Migration planning is full of acronyms. Here's what the ones used on this site actually mean — in the context of deciding whether and how to move off a product. For how we turn these into numbers, see the Methodology.
- Vendor lock-in
- The cost and difficulty of leaving a product — proprietary formats, licensing tied to hardware, integrations, or skills — that lets a vendor raise prices with little risk of you switching. Reducing it is the whole point of having an exit plan.
- TCO (Total Cost of Ownership)
- The full 3-year cost of running a product: licensing or subscription, support, and the one-time migration effort to adopt it — not just the sticker price. OffVendor compares TCO between the source and target products.
- Migration path
- A specific 'Product A → Product B' move (for example VMware → Proxmox). Each path has its own cost model, effort estimate, tooling, and step-by-step runbook.
- Source / Target
- The product you are moving off (source) and the product you are moving to (target). The calculator models both sides over three years.
- Sizing unit
- The billable quantity a product is priced on — CPU core, socket, host, TB protected, user, endpoint, vCPU, or token volume. Picking the right unit is what makes a cost comparison fair.
- Billable cores
- For per-core licensing (common in virtualization and databases), the number of physical cores that actually count toward the license after any vendor minimums or core-factor rules are applied.
- Support tier
- An optional paid support contract (Community, Standard, or Premium) layered on top of licensing. Matters most for open-source targets, where the software is free but production support usually is not.
- Migration effort
- An estimate of the one-time work to move a path, expressed as a Low / Medium / High label and an indicative number of weeks. Driven by how locked-in the source is and how involved the target's adoption tends to be.
- Cutover
- The moment you switch production traffic from the source to the target — typically a final data sync, a write freeze on the source, a DNS or load-balancer change, then validation, with the source kept as fallback.
- Rollback
- The pre-planned path back to the source if cutover validation fails. A migration isn't production-ready until the rollback has been rehearsed.
- RPO (Recovery Point Objective)
- The maximum acceptable amount of data loss, measured in time — e.g. 'no more than 15 minutes of data.' It sets how often you must replicate or back up.
- RTO (Recovery Time Objective)
- The maximum acceptable time to restore service after an outage. RPO and RTO together define your resilience target and shape the migration's DR design.
- CDC (Change Data Capture)
- A replication technique that streams ongoing changes from a source database to a target after an initial bulk load, so the two stay in sync until cutover with minimal downtime. Used by tools like AWS DMS and Azure DMS.
- V2V / P2V
- Virtual-to-virtual and physical-to-virtual conversion — moving a workload's disk and configuration from one hypervisor (or bare metal) to another, a core step in virtualization and repatriation migrations.
- Landing zone
- A pre-built, governed foundation in a target cloud — accounts/subscriptions, networking, identity, and guardrails — stood up before any workload is migrated.
- Egress
- The fee cloud providers charge to move data out of their network. Large cross-cloud or cloud → on-prem transfers can incur significant egress, which must be modeled in the migration's business case.
- Repatriation
- Moving workloads from a public cloud back to on-prem or a private cloud — increasingly common when steady-state demand turns out cheaper on owned hardware than on metered cloud.
- Cloud adoption
- Moving on-prem workloads into a public cloud to gain elasticity and managed services, trading capital expense for operating expense. The reverse of repatriation.
- Open-weight model
- A large language model whose weights are publicly available (e.g. Llama, Mistral, DeepSeek), so it can be self-hosted on your own inference stack instead of called through a proprietary per-token API.
- Gateway (LLM/API)
- An OpenAI-compatible proxy in front of one or more models, so applications can switch providers — or fall back instantly — by changing a base URL rather than rewriting code.
- Bridging (messaging)
- Running a temporary replication link between an old and new message broker (e.g. Kafka MirrorMaker 2) so producers and consumers can move across without losing messages.
- RFQ (Request for Quote)
- A structured summary of your requirements — products, sizing, support needs — that you send to an authorized distributor or partner to obtain binding pricing. OffVendor's quote wizard generates one for you.
- Reseller / Distributor / Partner
- The authorized channel that actually sells you a product and provides a binding quote. OffVendor helps you assemble the requirements to take to one; it does not sell licenses itself.
- Illustrative pricing
- Indicative figures compiled from public list prices and street pricing, shown as editable defaults so you can model your own scenario. They are starting points, never guaranteed quotes — see the Methodology page.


Your answer should be every line with the word "pixels", copied from the data below.
*** Records for the task ***
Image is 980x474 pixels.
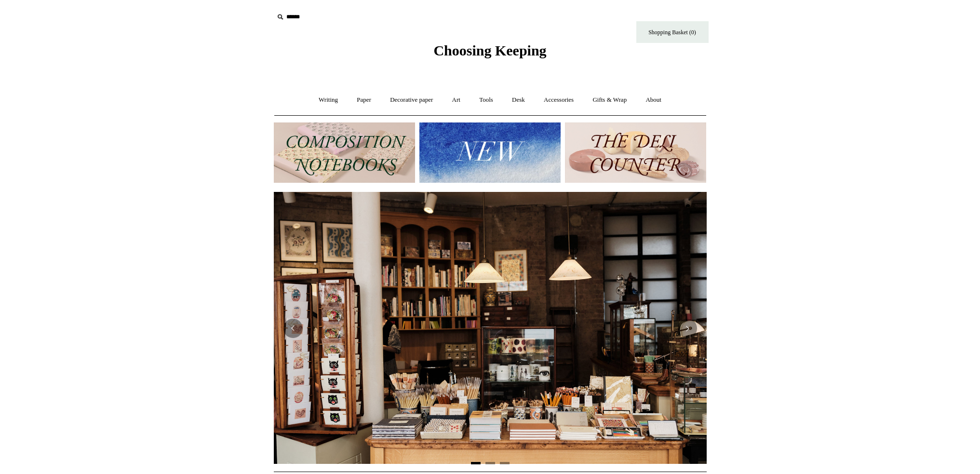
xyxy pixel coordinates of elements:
[504,87,534,113] a: Desk
[471,87,502,113] a: Tools
[284,319,303,338] button: Previous
[348,87,380,113] a: Paper
[485,462,495,465] button: Page 2
[565,123,706,183] img: The Deli Counter
[535,87,583,113] a: Accessories
[274,123,415,183] img: 202302 Composition ledgers.jpg__PID:69722ee6-fa44-49dd-a067-31375e5d54ec
[419,123,561,183] img: New.jpg__PID:f73bdf93-380a-4a35-bcfe-7823039498e1
[310,87,347,113] a: Writing
[500,462,509,465] button: Page 3
[274,193,707,464] img: 20250131 INSIDE OF THE SHOP.jpg__PID:b9484a69-a10a-4bde-9e8d-1408d3d5e6ad
[433,50,546,57] a: Choosing Keeping
[637,87,670,113] a: About
[584,87,636,113] a: Gifts & Wrap
[637,21,709,43] a: Shopping Basket (0)
[678,319,697,338] button: Next
[381,87,441,113] a: Decorative paper
[433,42,546,59] span: Choosing Keeping
[471,462,481,465] button: Page 1
[443,87,469,113] a: Art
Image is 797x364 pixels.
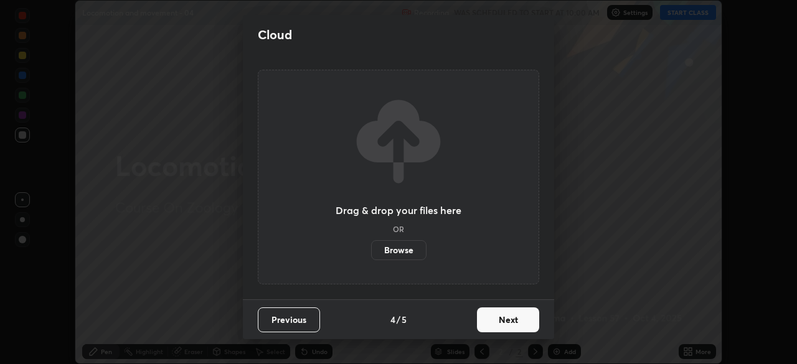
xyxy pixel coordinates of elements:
[397,313,400,326] h4: /
[402,313,407,326] h4: 5
[390,313,395,326] h4: 4
[336,206,461,215] h3: Drag & drop your files here
[393,225,404,233] h5: OR
[258,27,292,43] h2: Cloud
[477,308,539,333] button: Next
[258,308,320,333] button: Previous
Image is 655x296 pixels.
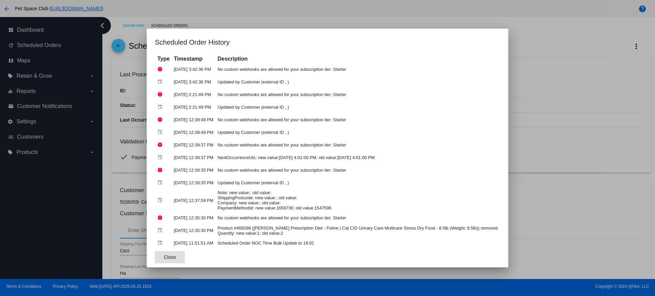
***
### Reply
Image is 980x474 pixels.
Image is 797x364 pixels.
Image is 655x296 pixels.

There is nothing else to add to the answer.